NRZ 0.00% 1.3¢ neurizer ltd

******* have you read this?

  1. 24,765 Posts.
    "...The run was sparked by a Marathon statement issued to the ASX headlined: "World Class Uranium REE Polymetallic Ore System. Mt Gee Deposit JORC Compliant Resource Uranium. 33,200 tonnes U3O8."

    To the non-resource reader, that headline probably reads like a Kremlin code. The key word was uranium. Right now investors will flock to buy shares in any company that has found anything that glows in the dark. REE means rare earth elements, in this case a couple of rarely seen items on the periodic table of elements called lanthanum and cerium.

    Mt Gee and the neighbouring MtPainter are hills in the Flinders Ranges in South Australia that have been known for some half a century to possess deposits of low-grade radioactive elements. JORC is the Joint Ore Reserve Committee, which lays down a strict standard for the definition of mineral resources and reserves. Saying a resource is JORC compliant gives the estimate a seal of authenticity.

    The excitement about Marathon may have been further fuelled by an interview in Adelaide's The Advertiser of August 3 in which Marathon's chief executive, John Santich, was quoted as saying: "It's a magnificent ore body and something South Australia should be proud of."

    Marathon's ASX statement of August 2 made no reference to any recent drilling. The ASX statement said Marathon had been studying the archival database of drill results built up decades ago on Mt Gee by Exoil and CRA.

    It also said it had just got around to digitising the results from a deep drill hole sunk by Goldstream - another former owner - at Mt Gee back in 2002. From these bits of data, Marathon built a computer model in conjunction with the University of Mining and Metallurgy in Poland. From that model, they worked out they had a uranium resource.

    As far as Pierpont is concerned, this is pioneering technology. Your correspondent has never before heard of a JORC resource being established purely by computer.

    Marathon has obviously scored a great breakthrough, which will be welcomed by future generations of geology students. Instead of having to stumble about hot scrub while chipping away at bits of rock - or toiling in the heat of a rotary air blast drill on a sweaty hillside - geologists can sit in an air-conditioned office and fiddle with a computer model.

    Theoretically, Pierpont concedes it could be possible to establish a resource purely by computer from old drill results providing they were well enough defined and close enough together. But your correspondent has never previously seen it done.

    Meanwhile, we have a situation where three previous owners - Exoil, CRA and Goldstream - did all the exploration but never bothered making a resource estimate. Instead, the resource estimate has been made by a company that hasn't done any of the relevant exploration.

    Indeed, Pierpont is not sure Marathon has done any exploration at all because Doug Sprigg, who owns Arkaroola Station (which covers Mt Gee), says the Marathon chaps haven't been conducting any exploration up there recently.

    Dr John confirmed this. He said that as a result of the Exoil and CRA drilling, there were 53 kilometres of drill core, some of which had been beautifully documented. If you like, Marathon had the drilling done for them. The resource estimate was based on drill rigs - it just wasn't their drill rigs.

    For the benefit of readers who are innocent of geological mystique, Pierpont should explain there is a world of difference between a resource and a reserve. A resource is a mass of mineralised rock. Depending on how closely it has been assayed, it may be described as measured, indicated or merely inferred. It becomes a reserve only if it is rich enough to be mined economically.

    There are plenty of resources around Australia that will never become reserves because they're too low grade, too far from markets, too difficult to treat metallurgically or any one of a host of other reasons.

    Mt Gee looks like it will remain a resource for at least the rest of Pierpont's lifetime. The ASX statement said the 33,200 tonnes was an inferred resource (which is the lowest level of confidence a geologist can express) containing 24,800 tonnes averaging 730 parts per million (0.073 per cent) uranium oxide and 8400 tonnes averaging 300 to 500 parts per million (0.03 to 0.05 per cent). These are low grades, which would need to be improved by at least one decimal place before Pierpont could get very excited.

    Dr John conceded that 730 ppm wasn't that exciting by itself, but said the study now gave Marathon the incentive to go out hunting for higher-grade deposits within the system. "When you have a big deposit, it is something to be optimistic about," he said. "Turning it into a mine is another matter."

    Going back a little further in history, it was only on July 8 that 2million vendor and 1.5million seed-capitalist shares in Marathon came out of escrow. That looked like great good luck for the holders, but Dr John said shareholders who were close to the company had not been selling in the recent flurry.

    As the chaps at the ASX haven't queried Marathon on its statement, Pierpont presumes they have accepted resources by computer modelling as a precedent, which other companies can now follow, and the ASX is as relaxed as if it were flying on Connie with Pierpont."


• _Exercise aim_: Copy exactly, and only, the lines from the line containing "Given a 1024px×683px" through the last line of the records below, both included, and leave out any pictures.

• _Records for the task_:
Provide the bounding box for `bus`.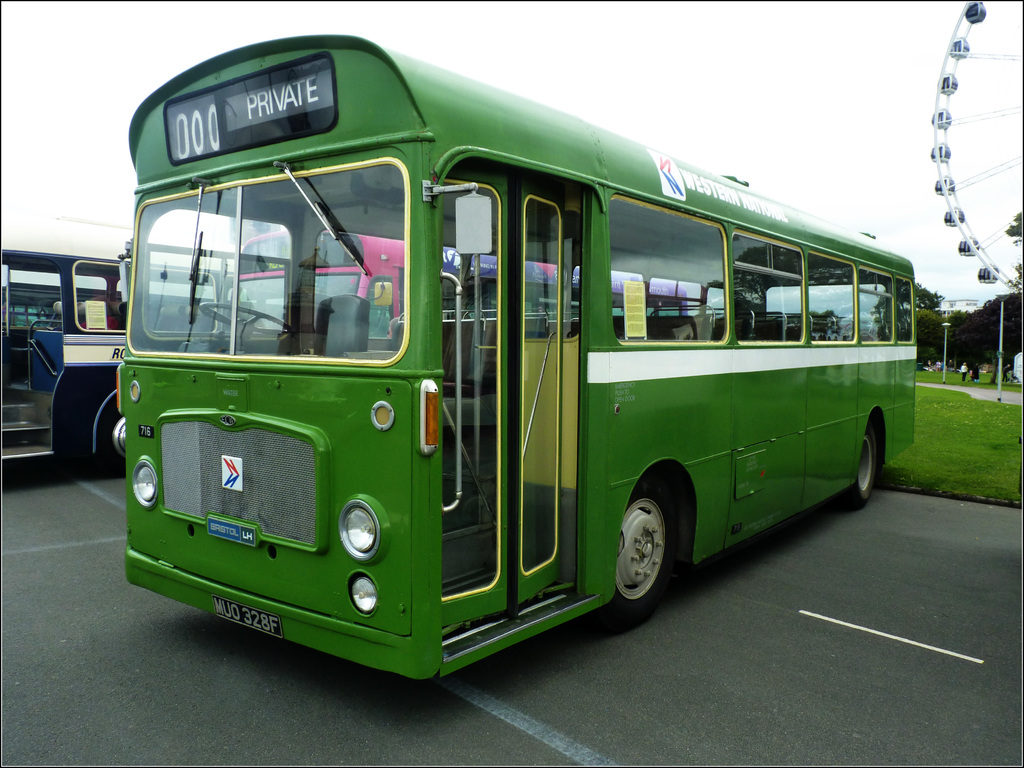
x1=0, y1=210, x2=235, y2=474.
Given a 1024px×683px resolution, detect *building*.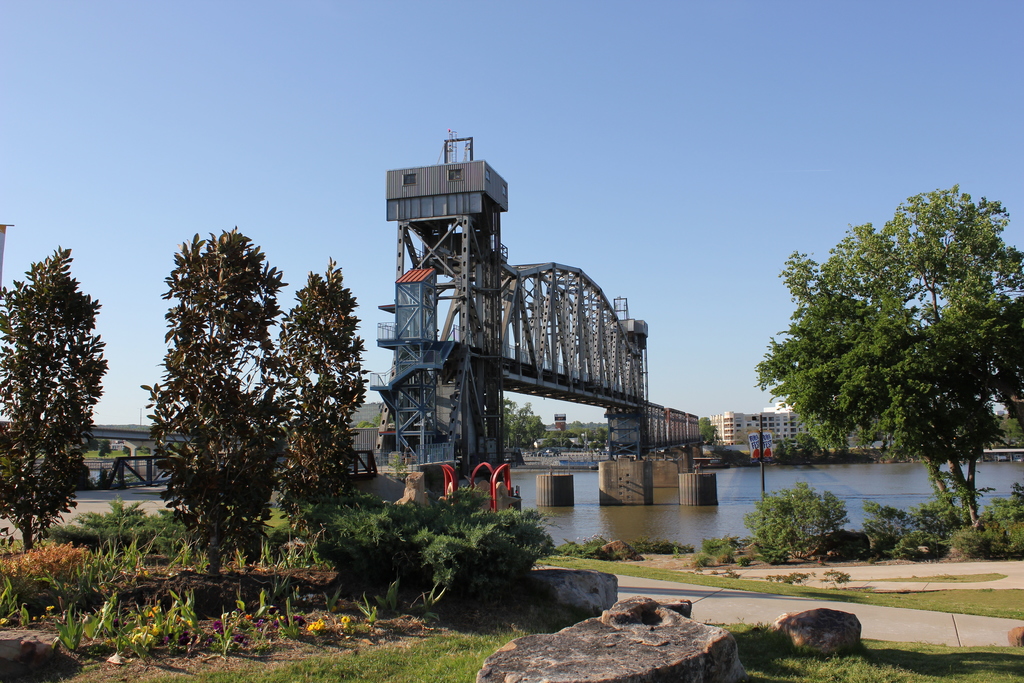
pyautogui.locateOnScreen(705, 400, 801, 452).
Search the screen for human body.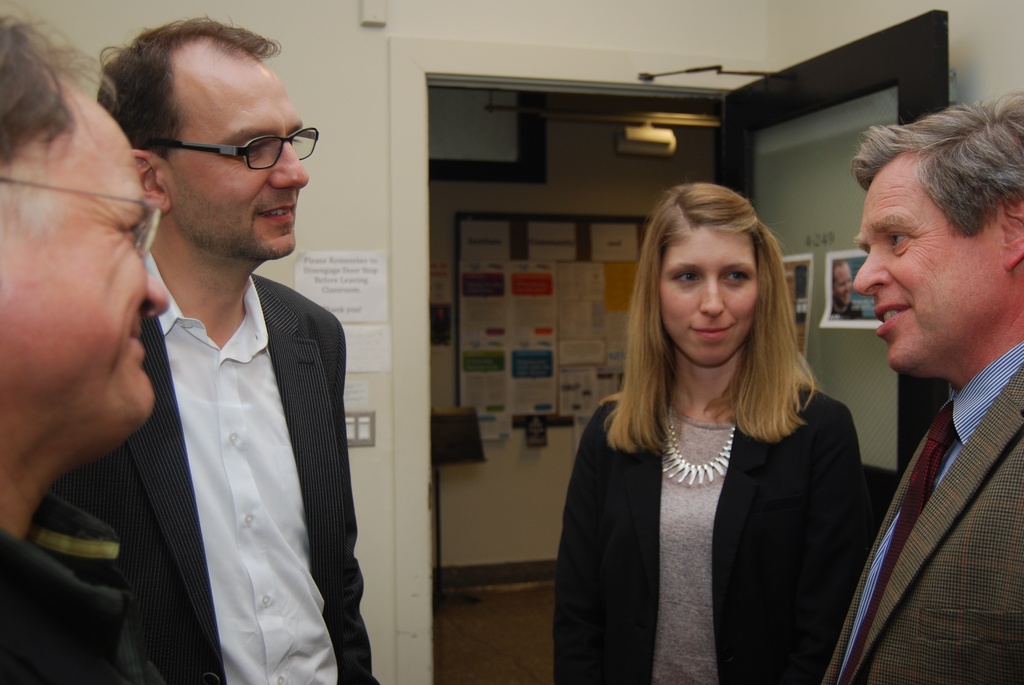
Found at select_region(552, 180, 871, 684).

• _Exercise solution_:
Given a 1024px×683px resolution, detect *building*.
pyautogui.locateOnScreen(705, 400, 801, 452).
Search the screen for human body.
Found at select_region(552, 180, 871, 684).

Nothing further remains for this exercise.